Waking Up Materia


Enliven the herbs.
Awaken the stone.
Vivify the candles.

You’ve likely heard all this and more in spell instructions over the course of your life. Certainly, if you’ve taken any of my classes you’ve heard me harp on about how you need to wake up the materia you’re working with to get the most out of the spells that you perform, particularly in a folk-magic context. This article aims to elaborate upon that.

From grimoire consecrations enchanting, purifying and enlivening anything from charcoal discs upon which incense is burned (I conjure you, creature of fire) to the candles you use (I conjure you, O creatures of wax) to preparing lamens to aid in the summoning of spirits, every aspect of the work is seen to this way. Everything is given special magical attention and rightly so. Everything, simply put, is called to action to better aid your spiritual endeavor.

In terms of conjure, it’s common to see a worker whispering to a small pile of herbs in their hands before adding them to a candle or into a bundle-spell. To make a conjure lamp, even, it’s useful to empower each part of the apparatus itself towards the magical ends of not merely containing the spell but, in a burst of genuine practicality, not burning you when you operate it. Even the naming and calling of promises made, dates of birth and more are common while working a spell, making a doll of someone or linking a casting to a bagful of soil from a property.

In short, as a true operative animist, I’d entreat people to remember that everything has a spirit. Plants, animals, parts of animals, soil, stones, your smartphone, your car, the water in a pothole on the side of the road, a novel you’re reading, an internet meme… The world is, well-and-truly, ripe with spirits and spiritual activity of various kinds. It’s your ability, as a magician, to tap into that and call it to aid and empower.

But how, I am often asked, does one actually do that? Are there energetic practices? Does one simply “play pretend” faking it until one makes it? What gives?

Well… the answer to both of those is simply yes. Yes there are and yes you do. Can you wash the handful of hyssop in pranic force, vital energy, aetheric current, etc and call its spirit to action? You surely can. What about chanting mantras over it and encircling it with the astral form of the letters that build that phrase? Oh yes. Can you also baptize and awaken it with the sign of the cross or psalm 23? You better believe it. You can even just whisper quietly to the herb “hey, hyssop, wake up and help me do this because the bible says you can” and it will know, called by its own legacy, that it is here to work it out.

The trick, though, to getting good at this as well as any skill, sorcerous or otherwise, is practice. Every time you apply one or several of these methods, observe the item in your hands or before you on the altar. Does it feel different? Did its weight change? Does it seem to have a fuzzy aura around it now that you can swear you see but might also be making up? Has the room changed in some appreciable but ephemeral way we often associate with the term “spiritual tension?”

This aspect of sorcery is one of the more idiosyncratic. It’s different for each of us and, thus, it’s all the more crucial to get practicing to see how it feels.

You’ll know when you’ve got it working.


For more information about various techniques that enhance the practice of operative animism, consider taking my Magic of Land Spirits class or the ever-popular Spirit Diplomacy Course. Both are excellent aids for the discerning individual who wants to delve deeper into these subjects and more.

Alexander Moore
Author: Alexander Moore

My name is Alexander Moore and I am a practicing esotericist with over two decades of active experience in several occult systems including Solomonic Magic, Conjure and other folk practices and Traditional Witchcraft. I am proud to provide coaching, mentorship and divination for occultists who are interested in taking their magic and their lives to the next level in a changing world.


Action item:
Nothing but the exact text of the entries should appear in your answer; pictures stay out.
"""
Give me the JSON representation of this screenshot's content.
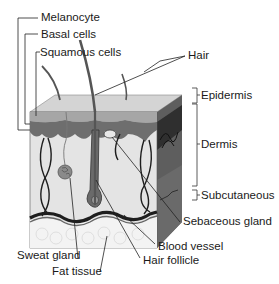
{
  "diagram": {
    "labels": {
      "melanocyte": "Melanocyte",
      "basal_cells": "Basal cells",
      "squamous_cells": "Squamous cells",
      "hair": "Hair",
      "epidermis": "Epidermis",
      "dermis": "Dermis",
      "subcutaneous": "Subcutaneous",
      "sebaceous_gland": "Sebaceous gland",
      "blood_vessel": "Blood vessel",
      "hair_follicle": "Hair follicle",
      "sweat_gland": "Sweat gland",
      "fat_tissue": "Fat tissue"
    },
    "colors": {
      "epidermis_top": "#cfcfcf",
      "epidermis_layer": "#9a9a9a",
      "basal_layer": "#6e6e6e",
      "dermis": "#e2e2e2",
      "side_face": "#5a5a5a",
      "side_dark": "#2e2e2e",
      "fat": "#f2f2f2",
      "vessel": "#222222",
      "line": "#333333"
    }
  }
}
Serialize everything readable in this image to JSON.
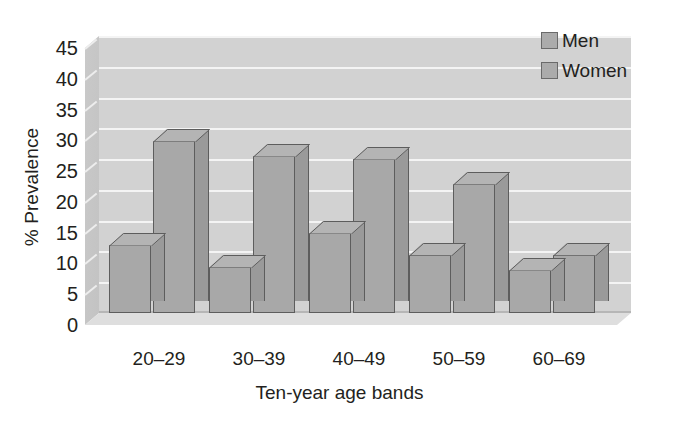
{
  "chart_data": {
    "type": "bar",
    "title": "",
    "xlabel": "Ten-year age bands",
    "ylabel": "% Prevalence",
    "categories": [
      "20–29",
      "30–39",
      "40–49",
      "50–59",
      "60–69"
    ],
    "series": [
      {
        "name": "Men",
        "values": [
          11,
          7.5,
          13,
          9.5,
          7
        ]
      },
      {
        "name": "Women",
        "values": [
          28,
          25.5,
          25,
          21,
          9.5
        ]
      }
    ],
    "ylim": [
      0,
      45
    ],
    "yticks": [
      0,
      5,
      10,
      15,
      20,
      25,
      30,
      35,
      40,
      45
    ],
    "ytick_labels": [
      "0",
      "5",
      "10",
      "15",
      "20",
      "25",
      "30",
      "35",
      "40",
      "45"
    ],
    "grid": true,
    "legend_position": "top-right",
    "style": "3d-column",
    "colors": {
      "bar_face": "#a8a8a8",
      "bar_side": "#9a9a9a",
      "bar_top": "#b4b4b4",
      "bar_edge": "#5d5d5d",
      "plot_background": "#d2d2d2",
      "gridline": "#f4f4f4",
      "floor": "#dedede",
      "text": "#231f20"
    }
  },
  "legend": {
    "items": [
      {
        "label": "Men"
      },
      {
        "label": "Women"
      }
    ]
  }
}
"""
Solution to this exercise:
Give me the JSON representation of this screenshot's content.
{
  "diagram": {
    "labels": {
      "melanocyte": "Melanocyte",
      "basal_cells": "Basal cells",
      "squamous_cells": "Squamous cells",
      "hair": "Hair",
      "epidermis": "Epidermis",
      "dermis": "Dermis",
      "subcutaneous": "Subcutaneous",
      "sebaceous_gland": "Sebaceous gland",
      "blood_vessel": "Blood vessel",
      "hair_follicle": "Hair follicle",
      "sweat_gland": "Sweat gland",
      "fat_tissue": "Fat tissue"
    },
    "colors": {
      "epidermis_top": "#cfcfcf",
      "epidermis_layer": "#9a9a9a",
      "basal_layer": "#6e6e6e",
      "dermis": "#e2e2e2",
      "side_face": "#5a5a5a",
      "side_dark": "#2e2e2e",
      "fat": "#f2f2f2",
      "vessel": "#222222",
      "line": "#333333"
    }
  }
}
Serialize everything readable in this image to JSON.
{
  "chart_data": {
    "type": "bar",
    "title": "",
    "xlabel": "Ten-year age bands",
    "ylabel": "% Prevalence",
    "categories": [
      "20–29",
      "30–39",
      "40–49",
      "50–59",
      "60–69"
    ],
    "series": [
      {
        "name": "Men",
        "values": [
          11,
          7.5,
          13,
          9.5,
          7
        ]
      },
      {
        "name": "Women",
        "values": [
          28,
          25.5,
          25,
          21,
          9.5
        ]
      }
    ],
    "ylim": [
      0,
      45
    ],
    "yticks": [
      0,
      5,
      10,
      15,
      20,
      25,
      30,
      35,
      40,
      45
    ],
    "ytick_labels": [
      "0",
      "5",
      "10",
      "15",
      "20",
      "25",
      "30",
      "35",
      "40",
      "45"
    ],
    "grid": true,
    "legend_position": "top-right",
    "style": "3d-column",
    "colors": {
      "bar_face": "#a8a8a8",
      "bar_side": "#9a9a9a",
      "bar_top": "#b4b4b4",
      "bar_edge": "#5d5d5d",
      "plot_background": "#d2d2d2",
      "gridline": "#f4f4f4",
      "floor": "#dedede",
      "text": "#231f20"
    }
  },
  "legend": {
    "items": [
      {
        "label": "Men"
      },
      {
        "label": "Women"
      }
    ]
  }
}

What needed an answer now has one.